Frequently Asked Questions
Conclusion – Shop Smart with EPP
Easy Payment Plans remain one of the most useful free-financing tools available to Malaysian cardholders in 2026 — if you respect the conditions. Choose a tenure you can sustain, confirm the deal is genuinely 0% (no surcharges, no processing fees), pay every instalment on time, and keep an eye on your credit-limit headroom.
For new big-ticket purchases, compare EPP options across your cards before you buy. For existing debt, look at a balance transfer instead. And for small buys without a card, regulated BNPL is a fallback. The key is discipline: only commit to instalments you can comfortably repay.

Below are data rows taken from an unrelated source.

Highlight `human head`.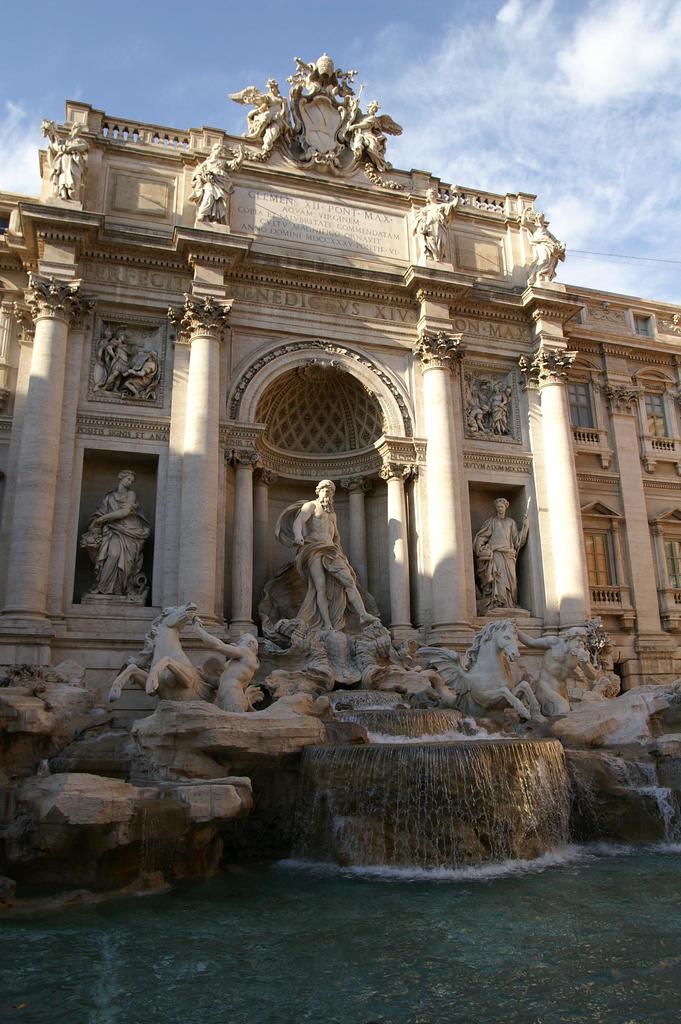
Highlighted region: box=[314, 481, 334, 510].
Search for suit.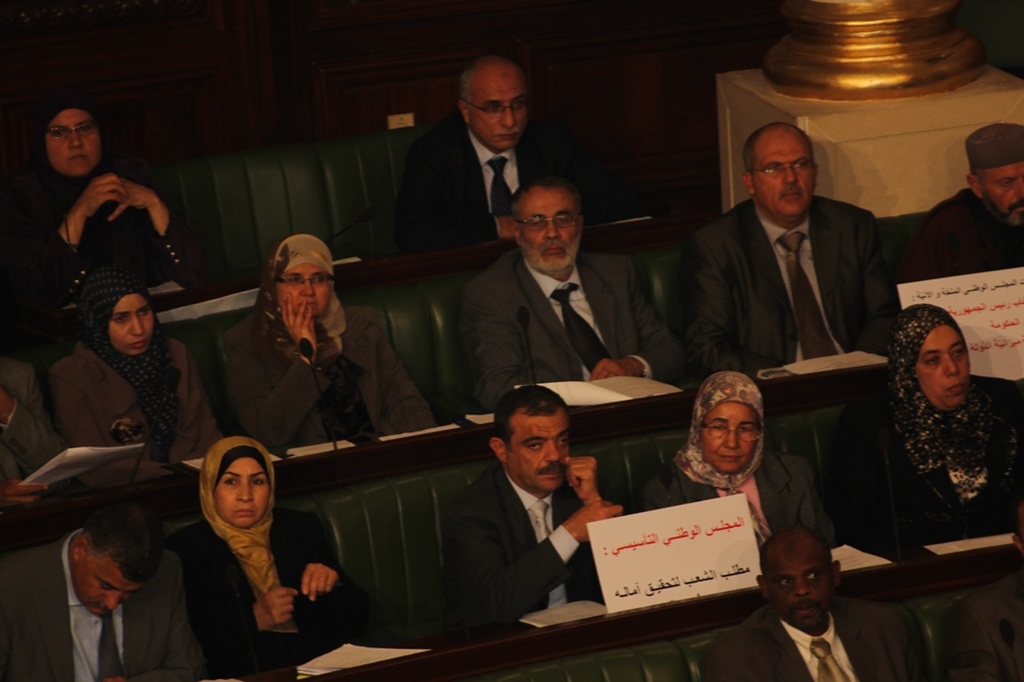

For more on how BNPL regulation works, see Bank Negara Malaysia’s consumer resources on CCRIS and coverage of the Consumer Credit Act 2025 licensing timeline. Current campaign terms are published on issuer sites such as Maybank EzyPay.
Rates, fees and programme terms verified June 2026 and may change — always confirm with the issuing bank before committing. This article is for general information only and is not financial advice. Disclaimer: KayaToday is not responsible for decisions made based on this content.